Gerald Carlson, a former member of the American Nazi Party and a self-proclaimed white supremacist leader, was trounced yesterday in the special Republican Congressional primary in Michigan’s Fourth District, according to unofficial returns. He received only 701 votes of about 47,000 votes cost, running fifth in a field of seven candidates who were seeking the seat vacated by David Stockman, President Reagan’s director of the Office of Management and Budget.
Carlson won the Republican nomination for Congress in Michigan’s 15th District last August when he gathered 53,570 votes, 55 percent of the total vote. He was defeated last November when he received only 32 percent of the vote.
The nomination yesterday was won by Mark Siljander, a Michigan State Representative, who received 18,055 votes. Siljander will run in a special election against John Rodebush, who won the Democratic nomination with 1974 votes. The Fourth District is in southern Michigan and is conservative. It has elected Republican Congressmen since 1932. The 15th district includes Detroit suburbs.
When Carlson won the Republican nomination in August, Republican officials expressed dismay and when he received 32 percent of the vote in
November GOP officials attributed it to the Reagan landslide victory. At that time Carlson lost to William Ford, the Democratic nominee, who received 68 percent of the vote. Carlson reportedly had been a member of the Ku Klux Klan, the National States Rights Party, the John Birch Society and the American Independent Party before joining the American Nazi Party.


## INSTRUCTIONS FOR THE TASK
Look for "fist" in every line of the listing. Copy the lines that have it.

────────────────────

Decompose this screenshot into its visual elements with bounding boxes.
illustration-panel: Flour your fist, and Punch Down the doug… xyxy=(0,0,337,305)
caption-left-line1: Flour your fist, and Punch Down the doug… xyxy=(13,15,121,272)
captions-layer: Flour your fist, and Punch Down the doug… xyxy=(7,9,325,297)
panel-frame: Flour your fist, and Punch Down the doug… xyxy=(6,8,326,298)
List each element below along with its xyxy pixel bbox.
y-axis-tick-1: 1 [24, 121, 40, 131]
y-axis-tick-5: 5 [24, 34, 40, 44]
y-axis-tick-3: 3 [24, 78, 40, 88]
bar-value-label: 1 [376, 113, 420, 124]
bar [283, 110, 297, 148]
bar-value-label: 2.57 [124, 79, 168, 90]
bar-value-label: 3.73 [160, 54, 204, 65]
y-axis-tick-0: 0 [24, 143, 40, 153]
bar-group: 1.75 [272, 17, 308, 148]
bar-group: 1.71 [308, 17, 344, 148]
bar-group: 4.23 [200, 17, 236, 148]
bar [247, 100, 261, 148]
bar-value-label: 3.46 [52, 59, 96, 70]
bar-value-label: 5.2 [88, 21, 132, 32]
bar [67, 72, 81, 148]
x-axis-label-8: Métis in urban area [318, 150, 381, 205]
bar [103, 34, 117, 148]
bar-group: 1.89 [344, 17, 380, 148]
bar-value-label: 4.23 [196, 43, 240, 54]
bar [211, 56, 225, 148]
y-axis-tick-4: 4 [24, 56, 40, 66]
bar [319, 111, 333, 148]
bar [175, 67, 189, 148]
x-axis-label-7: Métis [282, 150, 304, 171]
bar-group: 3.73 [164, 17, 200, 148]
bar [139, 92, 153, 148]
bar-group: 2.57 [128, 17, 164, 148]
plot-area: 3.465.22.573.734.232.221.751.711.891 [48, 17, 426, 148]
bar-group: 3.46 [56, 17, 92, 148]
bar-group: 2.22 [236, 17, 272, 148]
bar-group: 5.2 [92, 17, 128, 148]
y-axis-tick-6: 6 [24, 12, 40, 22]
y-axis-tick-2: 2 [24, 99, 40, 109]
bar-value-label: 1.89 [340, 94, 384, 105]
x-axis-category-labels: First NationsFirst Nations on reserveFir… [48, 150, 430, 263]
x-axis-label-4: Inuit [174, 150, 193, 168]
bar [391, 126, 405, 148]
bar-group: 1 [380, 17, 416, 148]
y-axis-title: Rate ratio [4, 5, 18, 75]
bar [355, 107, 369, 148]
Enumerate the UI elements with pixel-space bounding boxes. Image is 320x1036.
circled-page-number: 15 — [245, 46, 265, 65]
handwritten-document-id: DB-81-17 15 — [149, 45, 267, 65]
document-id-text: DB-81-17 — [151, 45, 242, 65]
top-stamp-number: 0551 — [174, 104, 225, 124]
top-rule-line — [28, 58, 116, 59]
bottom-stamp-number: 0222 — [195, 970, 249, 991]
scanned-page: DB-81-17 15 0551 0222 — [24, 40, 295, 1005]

────────────────────

## REPLY TO THE EXERCISE
illustration-panel: Flour your fist, and Punch Down the doug… xyxy=(0,0,337,305)
caption-left-line1: Flour your fist, and Punch Down the doug… xyxy=(13,15,121,272)
captions-layer: Flour your fist, and Punch Down the doug… xyxy=(7,9,325,297)
panel-frame: Flour your fist, and Punch Down the doug… xyxy=(6,8,326,298)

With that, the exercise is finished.